It is a trap for two reasons. First, it is often a sign the contractor plans to inflate the estimate to your insurer to recover the deductible they "waived," which is insurance fraud you could be drawn into. Second — and this is the part most homeowners don't know — in several states, offering to waive your deductible is not just a red flag. It is against the law.

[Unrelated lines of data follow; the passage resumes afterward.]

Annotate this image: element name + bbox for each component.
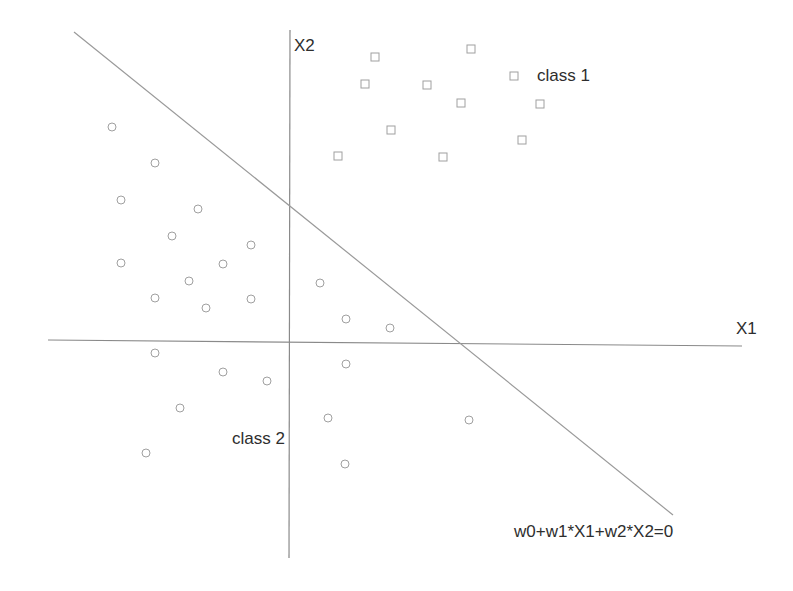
class2-markers — [108, 123, 473, 468]
class2-circle-marker — [202, 304, 210, 312]
x1-axis-line — [48, 340, 742, 346]
class2-circle-marker — [151, 159, 159, 167]
plot-area — [0, 0, 793, 591]
class2-circle-marker — [151, 294, 159, 302]
class2-circle-marker — [465, 416, 473, 424]
class1-square-marker — [518, 136, 526, 144]
class2-circle-marker — [142, 449, 150, 457]
class2-circle-marker — [247, 295, 255, 303]
class2-circle-marker — [342, 360, 350, 368]
class2-circle-marker — [117, 196, 125, 204]
class2-label: class 2 — [232, 430, 285, 447]
class2-circle-marker — [342, 315, 350, 323]
boundary-equation-label: w0+w1*X1+w2*X2=0 — [514, 523, 673, 540]
class2-circle-marker — [341, 460, 349, 468]
class1-square-marker — [371, 53, 379, 61]
class1-square-marker — [387, 126, 395, 134]
class2-circle-marker — [263, 377, 271, 385]
class1-square-marker — [467, 45, 475, 53]
class2-circle-marker — [108, 123, 116, 131]
class2-circle-marker — [316, 279, 324, 287]
class2-circle-marker — [185, 277, 193, 285]
class1-square-marker — [439, 153, 447, 161]
x2-axis-label: X2 — [294, 37, 315, 54]
x2-axis-line — [289, 30, 290, 558]
class2-circle-marker — [247, 241, 255, 249]
class2-circle-marker — [386, 324, 394, 332]
x1-axis-label: X1 — [736, 320, 757, 337]
class2-circle-marker — [219, 368, 227, 376]
class1-square-marker — [457, 99, 465, 107]
linear-classifier-diagram: X2 X1 class 1 class 2 w0+w1*X1+w2*X2=0 — [0, 0, 793, 591]
class2-circle-marker — [324, 414, 332, 422]
class1-markers — [334, 45, 544, 161]
decision-boundary-line — [74, 32, 673, 515]
class2-circle-marker — [176, 404, 184, 412]
class2-circle-marker — [194, 205, 202, 213]
class1-square-marker — [361, 80, 369, 88]
class1-label: class 1 — [537, 67, 590, 84]
class2-circle-marker — [151, 349, 159, 357]
class2-circle-marker — [168, 232, 176, 240]
class1-square-marker — [536, 100, 544, 108]
class1-square-marker — [423, 81, 431, 89]
class1-square-marker — [510, 72, 518, 80]
class1-square-marker — [334, 152, 342, 160]
class2-circle-marker — [219, 260, 227, 268]
class2-circle-marker — [117, 259, 125, 267]
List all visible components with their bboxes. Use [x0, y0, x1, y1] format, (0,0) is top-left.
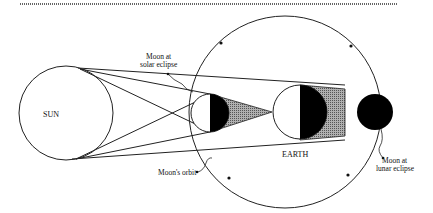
moon-orbit-label: Moon's orbit — [158, 168, 197, 177]
leader-solar-dot — [167, 73, 170, 76]
moon-lunar-eclipse — [357, 94, 393, 130]
leader-lunar — [379, 129, 383, 158]
moon-solar-label-2: solar eclipse — [140, 60, 178, 69]
earth-label: EARTH — [282, 150, 308, 159]
orbit-arrow-4 — [227, 176, 230, 179]
leader-orbit — [198, 158, 212, 172]
moon-lunar-label-2: lunar eclipse — [376, 164, 415, 173]
orbit-arrow-3 — [346, 173, 349, 176]
sun — [19, 66, 113, 160]
sun-label: SUN — [43, 110, 59, 119]
orbit-arrow-2 — [349, 44, 352, 47]
orbit-arrow-1 — [219, 41, 222, 44]
leader-solar — [168, 74, 193, 92]
eclipse-diagram: SUN EARTH Moon at solar eclipse Moon at … — [0, 0, 433, 213]
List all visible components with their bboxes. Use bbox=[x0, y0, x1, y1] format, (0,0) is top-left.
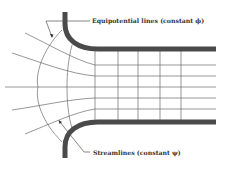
flow-net-diagram: Equipotential lines (constant ϕ) Streaml… bbox=[0, 0, 227, 170]
streamline-4 bbox=[12, 98, 216, 110]
equipotential-label: Equipotential lines (constant ϕ) bbox=[92, 17, 204, 25]
streamline-2 bbox=[12, 53, 216, 76]
streamline-label: Streamlines (constant ψ) bbox=[93, 149, 181, 157]
equipotential-1 bbox=[37, 30, 62, 142]
equipotential-arrow-icon bbox=[50, 34, 54, 38]
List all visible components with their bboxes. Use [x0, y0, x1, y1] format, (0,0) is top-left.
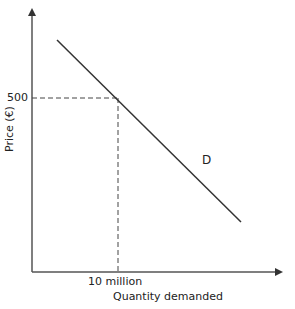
y-tick-label: 500 [7, 92, 28, 103]
chart-canvas [0, 0, 295, 309]
demand-chart: 500 10 million Quantity demanded Price (… [0, 0, 295, 309]
y-axis-label: Price (€) [4, 106, 15, 152]
x-axis-label: Quantity demanded [113, 291, 223, 302]
demand-curve-label: D [202, 154, 211, 166]
demand-curve [57, 40, 241, 222]
x-tick-label: 10 million [88, 276, 142, 287]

Many states prohibit deductible-waiver inducements. Check your own state's law, because the specifics vary. Below are three states where the prohibition is established in statute and confirmed by the state's own regulators. This is not an exhaustive 50-state list, and you should not assume your state does or does not have such a law without checking — but these three illustrate how the prohibition works.
Texas
Texas Business and Commerce Code § 27.02 prohibits a contractor from paying, waiving, absorbing, or rebating a property-insurance deductible without the insurer's consent. The statute also requires that any contract for goods or services reasonably expected to be paid wholly or partly from insurance proceeds, with a contract price of $1,000 or more, contain a 12-point boldfaced notice stating that Texas law requires the insured to pay any applicable deductible. An offense under § 27.02 is a Class B misdemeanor. The prohibition was strengthened by House Bill 2102, effective September 1, 2019, which broadened the rule to close loopholes like absorbing the deductible inside the estimate or offering rebates and credits.
The Texas Department of Insurance (TDI) states the rule for consumers in plain language: a roofing contractor cannot waive, rebate, or absorb a policyholder's deductible. TDI also notes that a contractor cannot offer to negotiate claim settlements or file a claim for you, and cannot act as a public insurance adjuster on a property where they are also doing the contracting work (Texas Insurance Code § 4102.163). Texas Insurance Code Chapter 707 requires policyholders to pay their deductibles and allows insurers to request reasonable proof of deductible payment before releasing withheld recoverable depreciation.
Colorado
Colorado's residential roofing statute (C.R.S. §§ 6-22-101 to 6-22-105, enacted as SB 12-038) requires a residential roofing contract to include a written statement that the contractor cannot pay, waive, rebate, or promise to pay or waive any part of an insurance deductible. Section 6-22-105 prohibits a roofing contractor from advertising or promising to pay, waive, or rebate any part of a deductible. If a contractor violates that prohibition, the insurer "is not obligated to consider the roofing contractor's estimate of costs," and the property owner or insurer may bring a civil action against the contractor for damages.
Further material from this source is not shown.